Sunday, October 15, 2023

Sunday Long Read: Black Lives Still Matter

Black Lives Matter in America, but I can't blame Black folk for leaving a country that never wanted us as anything more than slaves while we wait for the end of the Civil Rights era. Our Sunday Long Read icomes from the LA Times, where the Blaxit is happening, Black folks leaving a country that has wanted us gone all our lives. Some of us are gone for good, moving to other countries where we're Black folk are treated like -- wait for it -- actual human beings.
 
Filmmaker Jameelah Nuriddin was locked down in Los Angeles during the pandemic, watching as the nation convulsed in protest over the murder of George Floyd, when she had an epiphany: “America does not deserve me.”

As a Black woman, Nuriddin always tried to work twice as hard as those around her, thinking: “If I’m smart enough, pretty enough, successful enough ... then finally people will treat me as a human being.”

But as she grieved yet another unarmed Black man killed by police, she decided she was done trying to prove herself to a society that she felt would never really love her back.

So Nuriddin, 39, packed her bags and left.

She ended up in Costa Rica, in an idyllic beach town on the Caribbean coast that has become a hub for hundreds of Black expatriates fed up with life in the United States.

She now spends her days working for U.S. clients from chic cafes, leading healing ceremonies at a local waterfall and trying to figure out who she is, exactly, outside of an American context.

“It’s like leaving an abusive relationship,” she said of exiting the United States.

The expats forging new lives in Puerto Viejo are part of a wider exodus of Black Americans from the U.S. in recent years, with many leaving for reasons that are explicitly political.

Exhausted by anti-Black discrimination and violence back home, they are building communities in countries such as Portugal, Ghana, Colombia and Mexico.

Often referred to as “Blaxit,” which combines the words “Black” and “exit,” the movement has been boosted by social media, where influencers share inspirational posts about their odysseys abroad and challenge others to join them.

It is also aided by a new industry of businesses that provide relocation services specifically for African Americans, and by Facebook and WhatsApp groups such as “Black in Bali,” “Black in Tulum” and “Brothas & Sistas in Mexico City,” whose members share tips on everything from how to pay local bills to where to find good hairstylists.

There are no official statistics on how many have left the country. But academics say it may be one of the most significant emigrations of African Americans since the first half of last century, when many Black artists decamped to Europe.

The late writer James Baldwin, who was part of that earlier wave, said he moved to France in 1948 “with the theory that nothing worse would happen to me there than had already happened to me here.”

Seven decades later, the U.S. is still grappling with racism, with Black people twice as likely as white people to be killed by police and Black workers earning less on the dollar than their white counterparts. In Florida, a new law forces teachers to downplay the impact of slavery, and across the country, far-right activists are seeking bans on books touching on Black history.

Americans of all races have been leaving the U.S. thanks to the pandemic shift to remote work. But for Black Americans, many of whom were distraught over the political and racial divisions the pandemic years highlighted, the decision to move abroad is about more than just saving money or having an adventure.

“It gave people time to question,” said Chrishan Wright, who launched a podcast in 2020 that documented her move to Lisbon. She now works as a relocation consultant and is helping about a dozen families restart in Portugal. They are mostly Black professionals with children, she said, in search of “a better quality of life without the emotional and psychological strain.”
 
Why stay in an abusive relationship with a country that has been trying to kill us for 400 years? I don't have an answer for that. But for more and more of us, the search for that answer is taking us outside America, and frankly I don't find anything wrong with that. "Nobody loves America like Black folk" the saying goes, "But America never loved us back."
 
When you fall out of love, there's increasingly little reason to stay.
 
Black Lives Still Matter.  Even ex-pats.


### Task statement
From the entries below, work out the number of lines that hold the word "syringe", and give that number alone.

### Records shown
────────
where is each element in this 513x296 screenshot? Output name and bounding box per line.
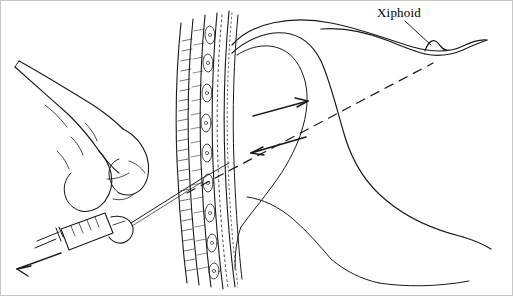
label-xiphoid: Xiphoid xyxy=(377,5,421,21)
arrow-lower xyxy=(251,137,306,155)
body-outline xyxy=(232,20,491,286)
anatomy-illustration xyxy=(1,1,513,296)
syringe xyxy=(35,163,229,250)
syringe-arrow xyxy=(17,253,61,276)
figure-container: Xiphoid xyxy=(0,0,513,296)
hand xyxy=(15,61,149,212)
arrow-upper xyxy=(253,98,308,116)
xiphoid-leader-line xyxy=(405,21,431,45)
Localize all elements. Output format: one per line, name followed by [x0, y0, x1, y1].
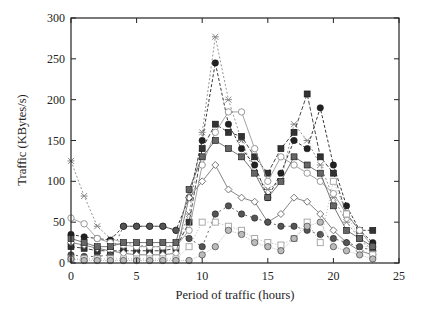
data-point-marker: [265, 178, 271, 184]
data-point-marker: [251, 198, 258, 205]
data-point-marker: [120, 223, 126, 229]
data-point-marker: [330, 170, 336, 176]
data-point-marker: [81, 240, 87, 246]
data-point-marker: [212, 243, 218, 249]
data-point-marker: [317, 240, 323, 246]
data-point-marker: [291, 154, 297, 160]
data-point-marker: [343, 248, 349, 254]
data-point-marker: [370, 244, 376, 250]
data-point-marker: [225, 227, 231, 233]
data-point-marker: [225, 146, 231, 152]
x-axis-title: Period of traffic (hours): [176, 288, 295, 302]
data-point-marker: [265, 219, 271, 225]
data-point-marker: [239, 133, 245, 139]
data-point-marker: [225, 109, 231, 115]
data-point-marker: [265, 195, 271, 201]
data-point-marker: [265, 243, 271, 249]
data-point-marker: [252, 170, 258, 176]
x-tick-label: 5: [134, 269, 140, 283]
series-s3-filled-square: [68, 91, 376, 254]
data-point-marker: [199, 252, 205, 258]
y-tick-label: 0: [59, 256, 65, 270]
y-tick-label: 300: [47, 11, 65, 25]
data-point-marker: [356, 227, 362, 233]
data-point-marker: [356, 252, 362, 258]
data-point-marker: [291, 129, 297, 135]
y-tick-label: 100: [47, 174, 65, 188]
data-point-marker: [330, 203, 336, 209]
data-point-marker: [107, 244, 113, 250]
data-point-marker: [278, 170, 284, 176]
data-point-marker: [199, 137, 205, 143]
data-point-marker: [212, 60, 218, 66]
data-point-marker: [239, 154, 245, 160]
data-point-marker: [304, 223, 310, 229]
data-point-marker: [238, 109, 244, 115]
data-point-marker: [330, 243, 336, 249]
data-point-marker: [212, 121, 218, 127]
y-axis-title: Traffic (KBytes/s): [15, 94, 29, 185]
data-point-marker: [81, 234, 87, 240]
data-point-marker: [304, 138, 311, 144]
data-point-marker: [147, 240, 153, 246]
data-point-marker: [317, 170, 323, 176]
data-point-marker: [304, 145, 310, 151]
data-point-marker: [173, 240, 179, 246]
data-point-marker: [81, 193, 88, 199]
data-point-marker: [251, 162, 257, 168]
data-point-marker: [317, 231, 323, 237]
y-tick-label: 50: [53, 215, 65, 229]
x-tick-label: 15: [262, 269, 274, 283]
series-s9-mid: [68, 138, 376, 250]
data-point-marker: [291, 235, 297, 241]
data-point-marker: [343, 239, 349, 245]
data-point-marker: [304, 162, 310, 168]
data-point-marker: [186, 227, 192, 233]
data-point-marker: [330, 235, 336, 241]
data-point-marker: [186, 187, 192, 193]
data-point-marker: [278, 146, 284, 152]
data-point-marker: [147, 223, 153, 229]
data-point-marker: [251, 215, 257, 221]
data-point-marker: [238, 194, 245, 201]
data-point-marker: [199, 243, 205, 249]
data-point-marker: [278, 248, 284, 254]
data-point-marker: [133, 223, 139, 229]
data-point-marker: [291, 223, 297, 229]
data-point-marker: [212, 129, 218, 135]
data-point-marker: [94, 223, 101, 229]
y-tick-label: 250: [47, 52, 65, 66]
data-point-marker: [160, 223, 166, 229]
data-point-marker: [330, 178, 336, 184]
data-point-marker: [225, 121, 231, 127]
data-point-marker: [357, 236, 363, 242]
data-point-marker: [212, 211, 218, 217]
series-s2-filled-circle: [68, 60, 376, 246]
data-point-marker: [330, 162, 336, 168]
data-point-marker: [304, 170, 310, 176]
data-point-marker: [278, 242, 284, 248]
data-point-marker: [186, 244, 192, 250]
data-point-marker: [199, 219, 205, 225]
data-point-marker: [278, 178, 284, 184]
data-point-marker: [278, 223, 284, 229]
data-point-marker: [344, 211, 350, 217]
y-tick-label: 200: [47, 93, 65, 107]
data-point-marker: [291, 162, 297, 168]
data-point-marker: [225, 186, 232, 193]
data-point-marker: [225, 97, 232, 103]
data-point-marker: [251, 145, 257, 151]
y-tick-label: 150: [47, 134, 65, 148]
data-point-marker: [304, 91, 310, 97]
data-point-marker: [81, 221, 87, 227]
data-point-marker: [199, 154, 205, 160]
data-point-marker: [212, 219, 218, 225]
data-point-marker: [370, 227, 376, 233]
x-tick-label: 0: [68, 269, 74, 283]
data-point-marker: [330, 190, 336, 196]
data-point-marker: [225, 129, 231, 135]
data-point-marker: [160, 240, 166, 246]
data-point-marker: [238, 231, 244, 237]
series-s1-star: [68, 34, 377, 254]
data-point-marker: [356, 243, 362, 249]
────────
### Answer space
2